Charlie Baker throws shade at colleges going remote next semester
Gov. Charlie Baker took to Twitter to praise Northeastern University, which announced it’s going to be fully back in person next semester despite a sharp spike in cases — as opposed to other schools that are starting the semester remotely.
“Glad to see @Northeastern say they’ll bring back all students in-person to begin next semester. MA college kids are vaccinated and regularly tested,” Baker tweeted Friday. “We know COVID is a very low risk for them. That said, we also now know that prolonged isolation is a very real risk to their growth and mental health.”
Northeastern announced Thursday it would be fully in-person next semester, and previously announced a vaccine booster requirement for students and staff by mid-January.
“It is now clear that COVID-19, in various forms, will be with us for the foreseeable future,” Northeastern Chancellor Ken Henderson wrote in an email to the community. “As we move into this endemic phase of the pandemic, our job is to continue to control Covid effectively, not let Covid control us.”
A Northeastern spokesperson directed the Herald to a press release and declined to comment further on Baker’s tweet.
Other Massachusetts schools, including Harvard University, Massachusetts Institute of Technology, Emerson College, and Smith College, will make modifications to their semesters.
Harvard officials announced last week that the school will operate remotely for the first three weeks of the spring semester, citing the rise in COVID cases and the spread of the omicron variant. Harvard and Emerson spokespeople declined to comment on Baker’s tweet.
Emerson officials announced that the school will operate remotely for students from Jan. 10 through Martin Luther King Jr. Day. Pending public health conditions, the school will reopen on Jan. 18 for normal operations. However, the school is still encouraging students to return to campus as originally planned to “begin the COVID testing regimen to help rebuild the Emerson bubble,” it said in a release. Students will be tested twice a week throughout the rest of the semester.
MIT is requiring boosters for its campus, and is suggesting that only students “who are taking for-credit academic classes that are important for their academic progression; participating in research and internships, athletics, and professional development activities; or who otherwise would not have appropriate living or learning environments” should return to campus for the school’s spring term.
Smith College, in western Massachusetts, is encouraging faculty to move January term classes online this year, as it announced earlier this week.
Other schools, like Tufts University, have not made a spring semester decision yet. A spokesperson for the school said that “we’re still in the process of analyzing data and considering our options.”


Aim of the exercise: Every record below, from first to last, should be copied exactly; leave the pictures out.

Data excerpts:
((

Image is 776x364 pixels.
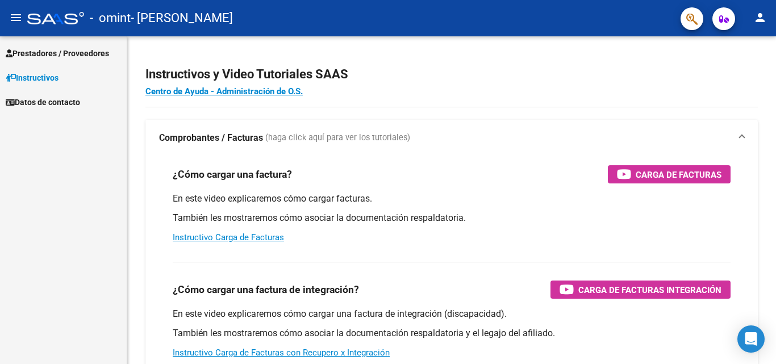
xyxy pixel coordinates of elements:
h3: ¿Cómo cargar una factura? [173,166,292,182]
div: Open Intercom Messenger [738,326,765,353]
h3: ¿Cómo cargar una factura de integración? [173,282,359,298]
span: - omint [90,6,131,31]
span: Prestadores / Proveedores [6,47,109,60]
span: Carga de Facturas [636,168,722,182]
a: Instructivo Carga de Facturas con Recupero x Integración [173,348,390,358]
button: Carga de Facturas [608,165,731,184]
span: - [PERSON_NAME] [131,6,233,31]
mat-icon: person [753,11,767,24]
p: También les mostraremos cómo asociar la documentación respaldatoria y el legajo del afiliado. [173,327,731,340]
mat-expansion-panel-header: Comprobantes / Facturas (haga click aquí para ver los tutoriales) [145,120,758,156]
button: Carga de Facturas Integración [551,281,731,299]
span: Datos de contacto [6,96,80,109]
mat-icon: menu [9,11,23,24]
h2: Instructivos y Video Tutoriales SAAS [145,64,758,85]
span: Instructivos [6,72,59,84]
strong: Comprobantes / Facturas [159,132,263,144]
p: En este video explicaremos cómo cargar facturas. [173,193,731,205]
span: (haga click aquí para ver los tutoriales) [265,132,410,144]
span: Carga de Facturas Integración [578,283,722,297]
p: En este video explicaremos cómo cargar una factura de integración (discapacidad). [173,308,731,320]
p: También les mostraremos cómo asociar la documentación respaldatoria. [173,212,731,224]
a: Centro de Ayuda - Administración de O.S. [145,86,303,97]
a: Instructivo Carga de Facturas [173,232,284,243]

))

Result below:
Image is 776x364 pixels.
xyxy pixel coordinates of elements:
h3: ¿Cómo cargar una factura? [173,166,292,182]
div: Open Intercom Messenger [738,326,765,353]
h3: ¿Cómo cargar una factura de integración? [173,282,359,298]
span: - omint [90,6,131,31]
span: Prestadores / Proveedores [6,47,109,60]
span: Carga de Facturas [636,168,722,182]
a: Instructivo Carga de Facturas con Recupero x Integración [173,348,390,358]
button: Carga de Facturas [608,165,731,184]
span: - [PERSON_NAME] [131,6,233,31]
mat-icon: person [753,11,767,24]
p: También les mostraremos cómo asociar la documentación respaldatoria y el legajo del afiliado. [173,327,731,340]
mat-expansion-panel-header: Comprobantes / Facturas (haga click aquí para ver los tutoriales) [145,120,758,156]
button: Carga de Facturas Integración [551,281,731,299]
span: Datos de contacto [6,96,80,109]
mat-icon: menu [9,11,23,24]
h2: Instructivos y Video Tutoriales SAAS [145,64,758,85]
span: Instructivos [6,72,59,84]
strong: Comprobantes / Facturas [159,132,263,144]
p: En este video explicaremos cómo cargar facturas. [173,193,731,205]
span: (haga click aquí para ver los tutoriales) [265,132,410,144]
span: Carga de Facturas Integración [578,283,722,297]
p: En este video explicaremos cómo cargar una factura de integración (discapacidad). [173,308,731,320]
p: También les mostraremos cómo asociar la documentación respaldatoria. [173,212,731,224]
a: Centro de Ayuda - Administración de O.S. [145,86,303,97]
a: Instructivo Carga de Facturas [173,232,284,243]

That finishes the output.